A second presidential term

In September, due to the worsening conflict in the Middle East, Veronica Abad was transferred to Ankara for security reasons. Her five-month layoff, signed by an official from the government’s human resources department, is due to the fact that she arrived at her new post in Turkey five days late.

In August, Veronica Abad filed a complaint against Daniel Noboa for gender-based violence with the aim of having him dismissed. The president denounced a “betrayal”. Daniel Noboa plans to run for a second term in the presidential election in February 2025. The country’s Constitution provides that the head of state can campaign for re-election, provided he entrusts his powers to the vice-president during this time.

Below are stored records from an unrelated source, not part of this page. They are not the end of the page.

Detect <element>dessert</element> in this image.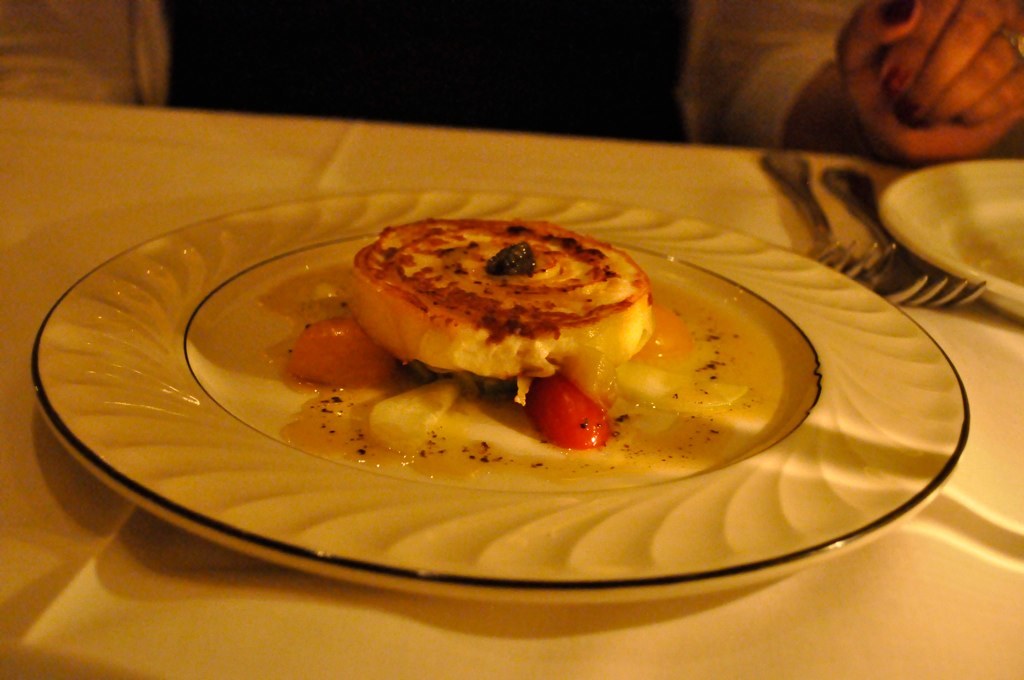
Detection: locate(349, 215, 640, 381).
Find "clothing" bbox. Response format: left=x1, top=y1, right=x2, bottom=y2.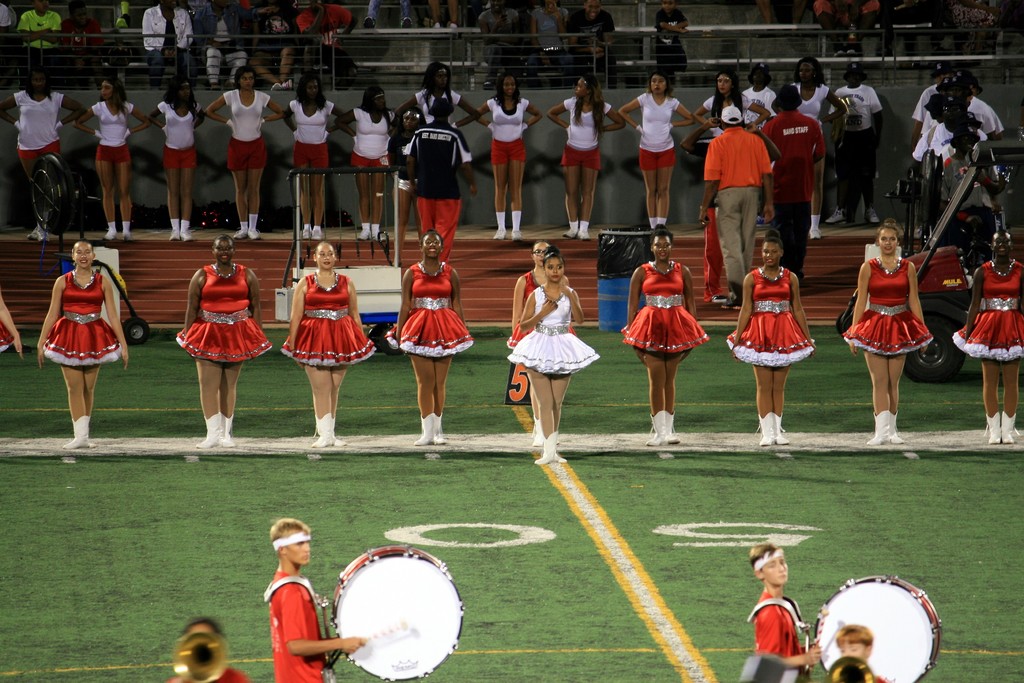
left=170, top=662, right=254, bottom=682.
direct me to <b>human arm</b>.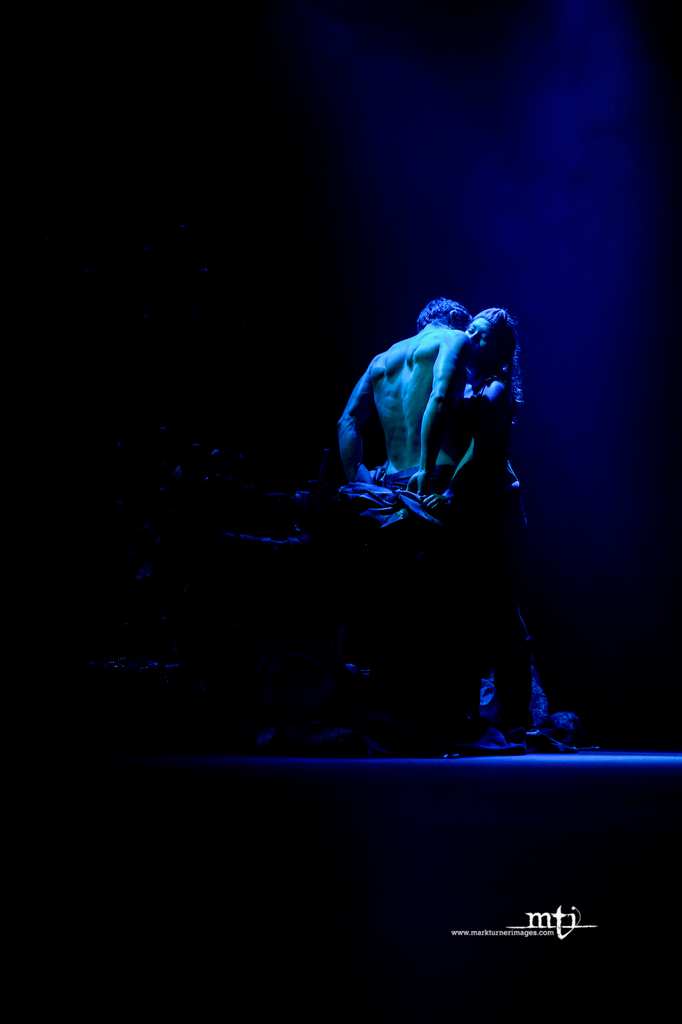
Direction: (462,376,501,454).
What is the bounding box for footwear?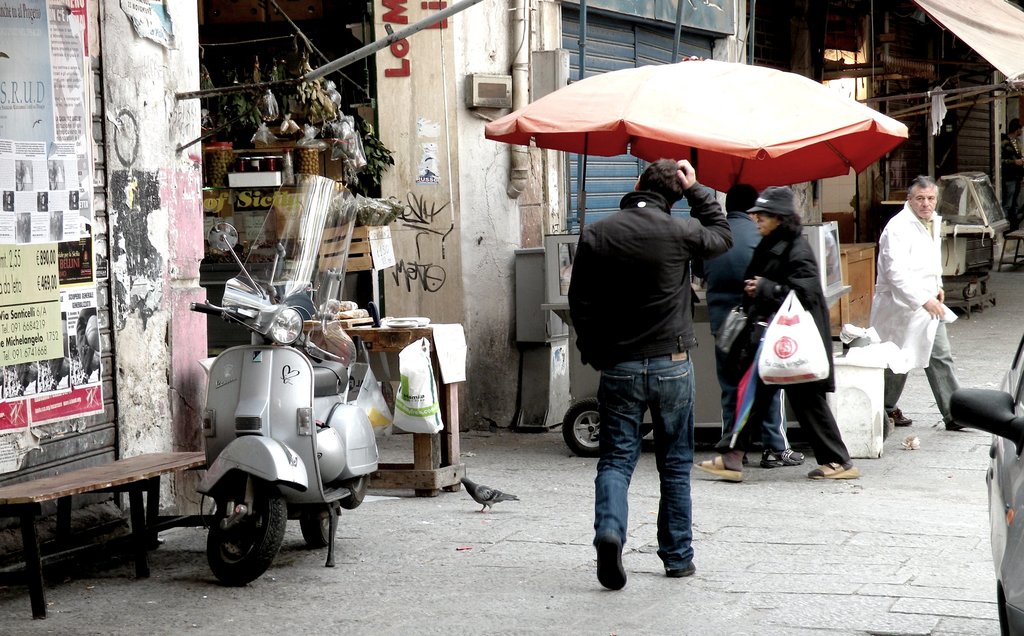
Rect(811, 458, 860, 478).
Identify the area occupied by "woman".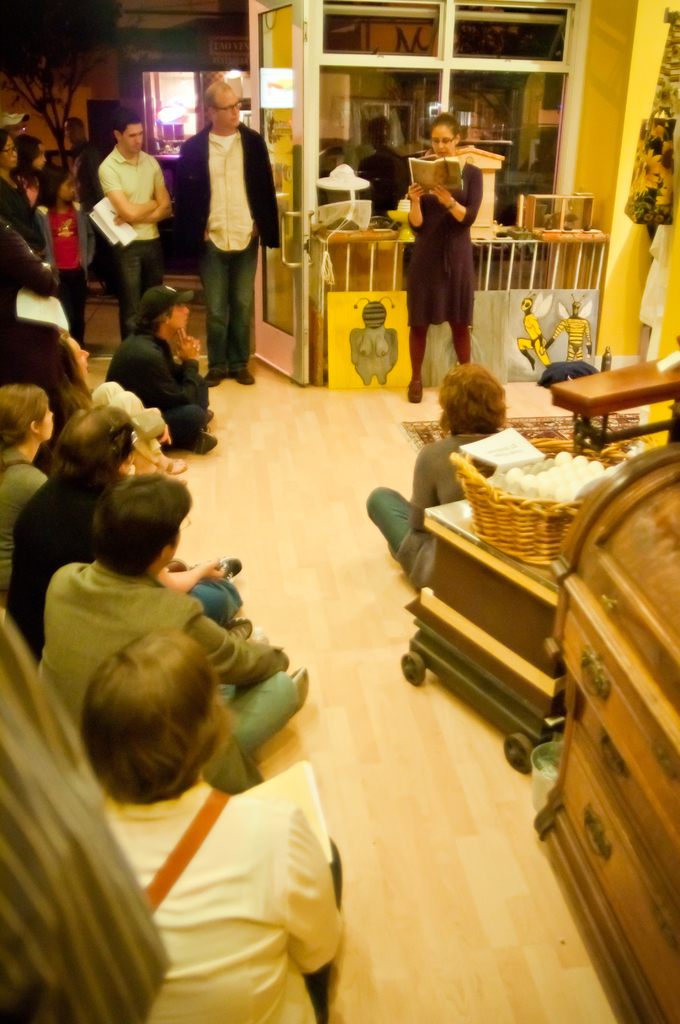
Area: bbox=[368, 362, 510, 591].
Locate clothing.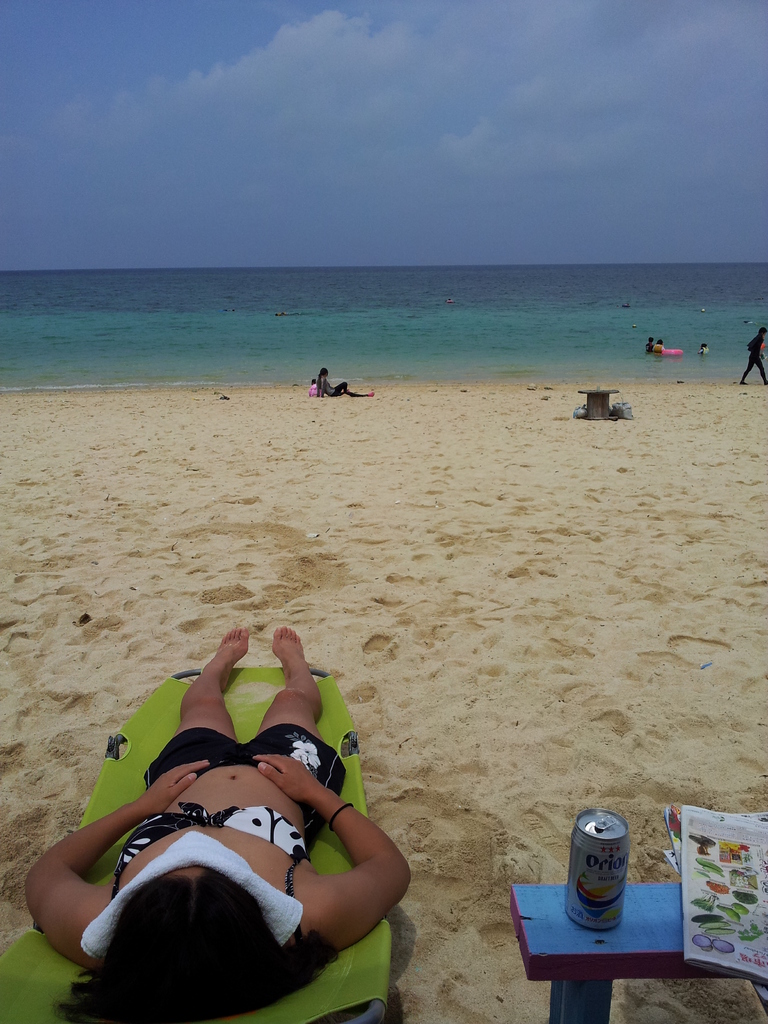
Bounding box: (63, 716, 353, 955).
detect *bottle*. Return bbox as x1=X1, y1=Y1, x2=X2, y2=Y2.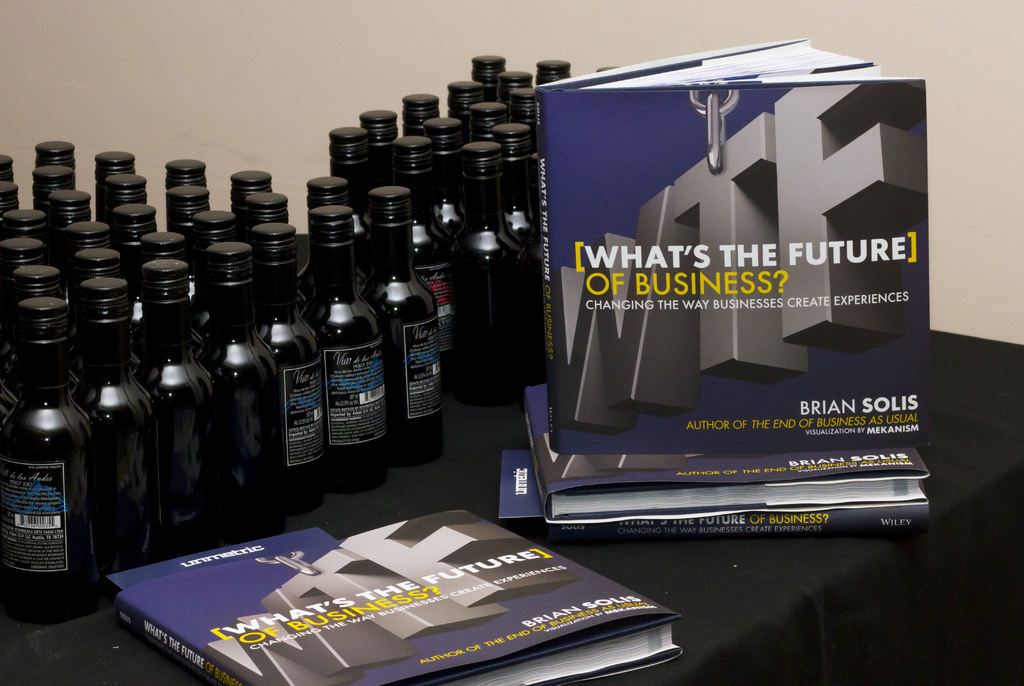
x1=0, y1=207, x2=48, y2=244.
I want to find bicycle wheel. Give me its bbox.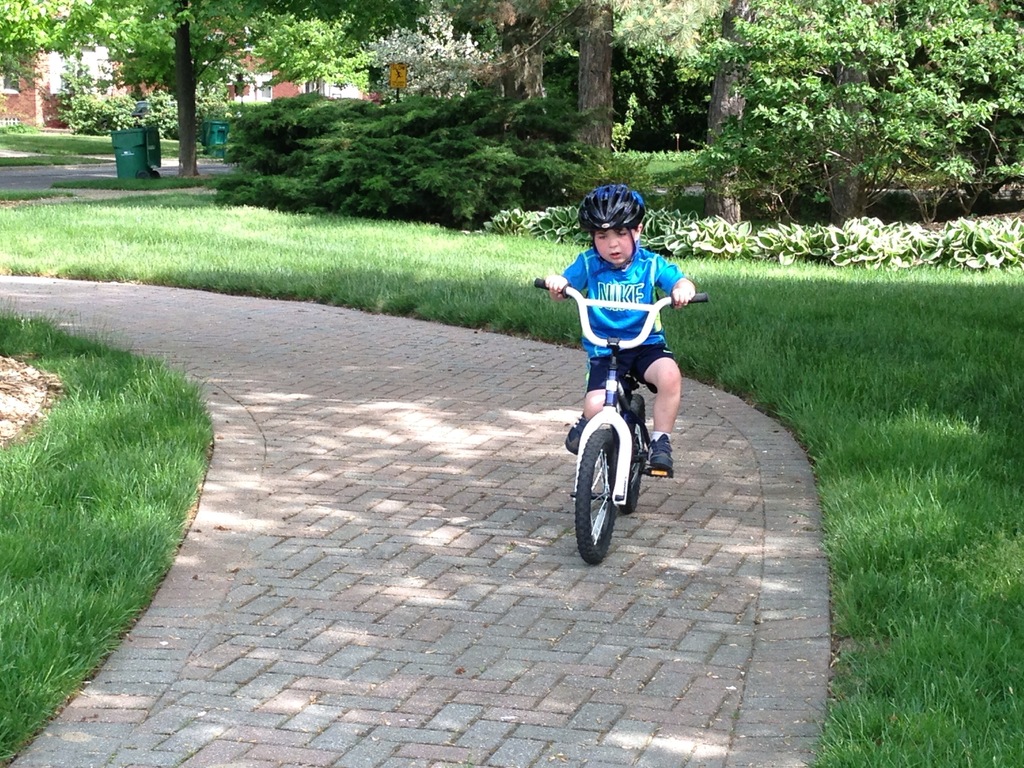
<bbox>580, 423, 618, 570</bbox>.
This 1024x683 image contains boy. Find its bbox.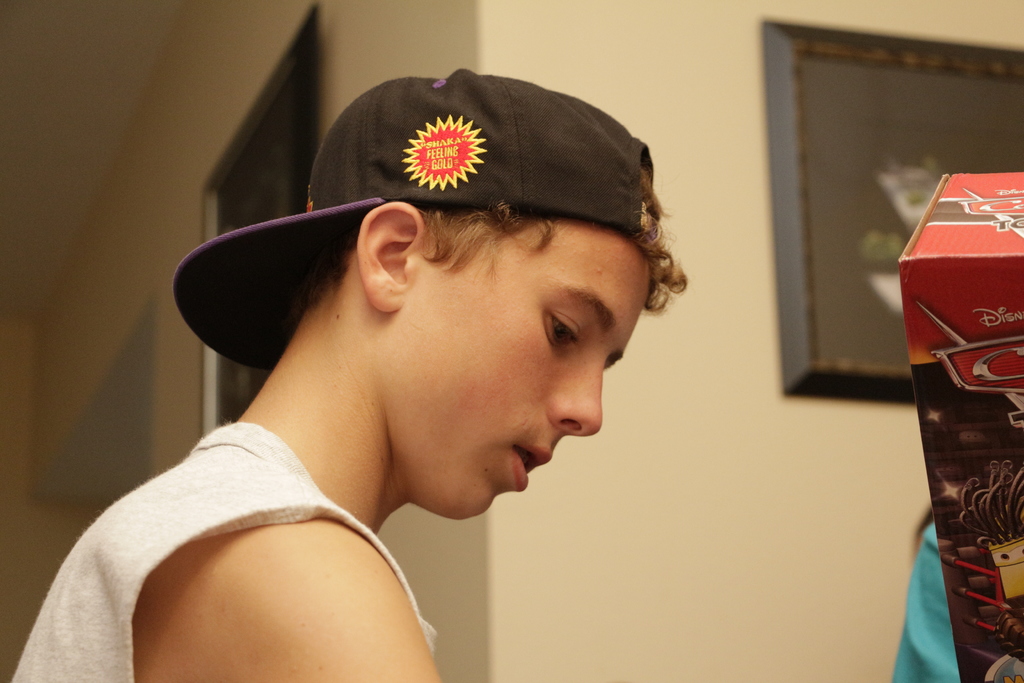
100, 78, 713, 661.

The electoral campaign officially begins in January, during Veronica Abad’s layoff. President Noboa “sought by all means to prevent the exercise of public office by the Vice-President, but also tried to threaten her, intimidate her, harass her with the aim of provoking her resignation and “thus avoiding presidential succession,” lamented Veronica Abad’s lawyer, Damian Armijos.

Last June, the Ecuadorian Parliament refused to lift the immunity of Veronica Abad, whom the prosecution wanted to prosecute for a corruption case involving one of her sons. The vice-president denounced “persecution”.